The one who did it all: Teri Weronko, DVM

Teri Weronko, DVM, is on the move. She just moved into a new house in St. Kitts, and after her interview with dvm360 she needed to book a flight to Thailand for an upcoming trip to an elephant sanctuary. Before coming to St. Kitts, she had been sailing in France.

Dr. Teri Weronko visits elephant sanctuaries in her work with World Vets, an international veterinary organization that provides humanitarian aid. (Photo courtesy of Dr. Teri Weronko.)But her life didn't always look this way. Until a recent life change shook her up, she had followed the more traditional timeline of veterinarians in small animal practice.

For the first eight years after graduation, Weronko worked in emergency medicine. Her husband suggested buying a practice, so they converted a home in Washington state into a practice and lived in the nearby garage.

 “Our six-week renovation turned into six years,” she says.

She remained at that practice for 16 years, while volunteering on the side to keep things interesting.

 “I was the head vet for a local zoo and did a lot of volunteer work there,” she says. “I also did rescue work for our local disaster response.”

Weronko decided it was time to sell the practice right at the time the recession hit. Compounding the stress, her marriage ended in divorce. Weronko started working with World Vets, leaving on international trips for 10 days at a time, and found those little breaks kept her spirits up during a rocky period. It took two years to find a buyer for her practice, and by then Weronko felt completely burned out.

 “I was thrown kicking and screaming out of my nest by my divorce, but once this thing happened, I could stand back and ask myself what I wanted to do,” she says. “Because I was miserable, I had to sit back and say, ‘What will make me happy?'

She found herself thinking again and again about the World Vets trips.

 “They made me feel good again, and I needed to do things that made me feel good,” she says. “It was about getting excited again.”

Weronko took a two-year sabbatical, living off the proceeds from the practice sale. She worried that she wasn't putting money away for retirement, but the tradeoff in terms of her attitude toward life and the profession was well worth it, she says. As a trip leader for World Vets, she rode horses in Mongolia, assisted flood victims in Thailand and treated donkeys in Tanzania. She spent six months in France learning to sail.

“That whole period changed my view of what we go into practice for,” she says. “We go in to save animals, but it's not really what it turns out to be.”

At the end of her sabbatical, Weronko returned to Washington and worked as a relief veterinarian, finding success and fulfillment with her new positive attitude.

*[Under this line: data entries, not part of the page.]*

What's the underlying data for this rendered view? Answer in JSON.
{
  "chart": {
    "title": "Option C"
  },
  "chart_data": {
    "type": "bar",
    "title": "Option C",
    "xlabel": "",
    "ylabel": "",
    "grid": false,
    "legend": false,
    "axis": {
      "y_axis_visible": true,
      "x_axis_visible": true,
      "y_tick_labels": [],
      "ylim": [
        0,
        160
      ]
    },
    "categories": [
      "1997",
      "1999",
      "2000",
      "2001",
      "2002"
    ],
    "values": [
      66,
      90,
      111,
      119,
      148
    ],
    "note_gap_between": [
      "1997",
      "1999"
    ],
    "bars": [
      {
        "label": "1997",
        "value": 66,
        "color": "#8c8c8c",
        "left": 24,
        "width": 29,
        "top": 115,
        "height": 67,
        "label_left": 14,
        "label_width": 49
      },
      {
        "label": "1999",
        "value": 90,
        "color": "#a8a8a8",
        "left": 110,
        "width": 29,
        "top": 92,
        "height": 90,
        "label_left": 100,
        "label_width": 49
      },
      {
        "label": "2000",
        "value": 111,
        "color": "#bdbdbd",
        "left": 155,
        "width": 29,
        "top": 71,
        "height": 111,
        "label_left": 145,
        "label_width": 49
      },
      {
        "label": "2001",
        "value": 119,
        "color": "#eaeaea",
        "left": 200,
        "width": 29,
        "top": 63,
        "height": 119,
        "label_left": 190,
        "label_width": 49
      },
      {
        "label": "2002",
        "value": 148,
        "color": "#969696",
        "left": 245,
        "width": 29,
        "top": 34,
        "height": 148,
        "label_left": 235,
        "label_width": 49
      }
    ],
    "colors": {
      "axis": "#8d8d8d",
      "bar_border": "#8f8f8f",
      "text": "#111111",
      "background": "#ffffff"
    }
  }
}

Then a call from Ross University came: “I had applied for work there a few times. I told them I wanted to try teaching as a career move and also be in a position to share this idea I had about how to protect your spirit: Don't give it all up to try and make money. It's a dangerous slope to not love your life.”

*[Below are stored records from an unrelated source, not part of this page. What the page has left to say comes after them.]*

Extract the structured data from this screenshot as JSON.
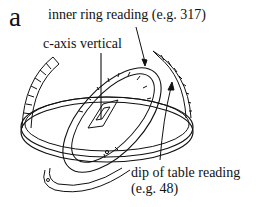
{
  "figure": {
    "panel_letter": "a",
    "labels": {
      "inner_ring": "inner ring reading (e.g. 317)",
      "c_axis": "c-axis vertical",
      "dip_line1": "dip of table reading",
      "dip_line2": "(e.g. 48)"
    },
    "example_values": {
      "inner_ring_reading": 317,
      "dip_of_table_reading": 48
    },
    "line_color": "#111111",
    "background": "#ffffff"
  }
}
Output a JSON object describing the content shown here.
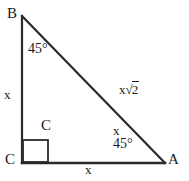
{
  "figure": {
    "type": "right-triangle",
    "stroke_color": "#2b2b2b",
    "background_color": "#ffffff",
    "text_color": "#1a1a1a"
  },
  "vertices": {
    "b": "B",
    "c": "C",
    "a": "A",
    "right_angle_marker_label": "C"
  },
  "sides": {
    "vertical_leg": "x",
    "horizontal_leg": "x",
    "hypotenuse_base": "x",
    "hypotenuse_radical": "2",
    "hypotenuse_full": "x√2"
  },
  "angles": {
    "at_b": "45°",
    "at_a": "45°",
    "at_a_side_mark": "x"
  },
  "geometry": {
    "b_point": [
      22,
      16
    ],
    "c_point": [
      22,
      163
    ],
    "a_point": [
      165,
      163
    ],
    "right_angle_box": [
      22,
      140,
      26,
      23
    ]
  }
}
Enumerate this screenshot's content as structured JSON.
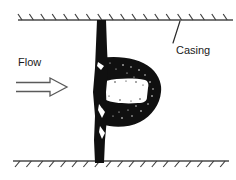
{
  "figure": {
    "width": 236,
    "height": 180,
    "background_color": "#ffffff"
  },
  "labels": {
    "flow": "Flow",
    "casing": "Casing"
  },
  "annotations": {
    "flow_label": {
      "text": "Flow",
      "x": 18,
      "y": 66,
      "font_size": 11
    },
    "casing_label": {
      "text": "Casing",
      "x": 176,
      "y": 54,
      "font_size": 11
    },
    "casing_leader": {
      "from_x": 180,
      "from_y": 21,
      "to_x": 173,
      "to_y": 43
    }
  },
  "flow_arrow": {
    "name": "flow-arrow",
    "style": "hollow-outline",
    "direction": "right",
    "shaft_left_x": 16,
    "shaft_right_x": 50,
    "tip_x": 67,
    "center_y": 87,
    "shaft_half_height": 4.5,
    "head_half_height": 9,
    "stroke_color": "#5a5a5a"
  },
  "casing_top": {
    "name": "casing-wall-top",
    "line_y": 20,
    "line_x1": 18,
    "line_x2": 233,
    "hatch_count": 19,
    "hatch_spacing": 11.4,
    "hatch_start_x": 22,
    "hatch_dx": -4,
    "hatch_dy": -6,
    "color": "#4a4a4a"
  },
  "casing_bottom": {
    "name": "casing-wall-bottom",
    "line_y": 161,
    "line_x1": 13,
    "line_x2": 229,
    "hatch_count": 19,
    "hatch_spacing": 11.4,
    "hatch_start_x": 20,
    "hatch_dx": -5,
    "hatch_dy": 6,
    "color": "#4a4a4a"
  },
  "valve_plate": {
    "name": "valve-plate",
    "description": "vertical dark plate spanning casing",
    "top_y": 20,
    "bottom_y": 163,
    "x_left": 93,
    "x_right": 108,
    "color": "#101010"
  },
  "bulb_mass": {
    "name": "bulb-mass",
    "description": "dark bulbous elliptical body attached right of plate",
    "left_x": 100,
    "right_x": 161,
    "top_y": 57,
    "bottom_y": 126,
    "center_y": 91,
    "color": "#101010"
  },
  "cavity": {
    "name": "cavity-void",
    "description": "white cavity band through bulb",
    "left_x": 104,
    "right_x": 148,
    "top_y": 80,
    "bottom_y": 103,
    "color": "#ffffff"
  },
  "colors": {
    "ink": "#101010",
    "line": "#4a4a4a",
    "text": "#1a1a1a",
    "arrow": "#5a5a5a",
    "background": "#ffffff"
  }
}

These are just a few of the many veterinarians who are forging their own path in a surprisingly diverse field of work. Sometimes all it takes is the realization that other options are out there for people to change their perspective. With that in mind, see this article for a list some of the expected, and not-so-expected, uses for a degree in veterinary medicine. Some are paid, some are volunteer, and some are tongue-in-cheek, but they're all in play as we speak.

Weronko just began a three-year position at Ross University teaching students clinical medicine and, even more important to her, coping skills for long and fulfilling careers. “I meet myself over and over again at conferences, people scared to leave situations because of finances,” she says. “It's about finding a way to serve. It's about making sure that I feel fulfilled, that the work feels useful.” And with that, she's off to the beach with her dog.

Dr. Jessica Vogelsang, a certified veterinary journalist, is a regular contributing writer for a number of publications, author of the memoir All Dogs Go to Kevin and creator of the popular blog Pawcurious.com.

Brendan Howard is Business Channel Director for dvm360.com.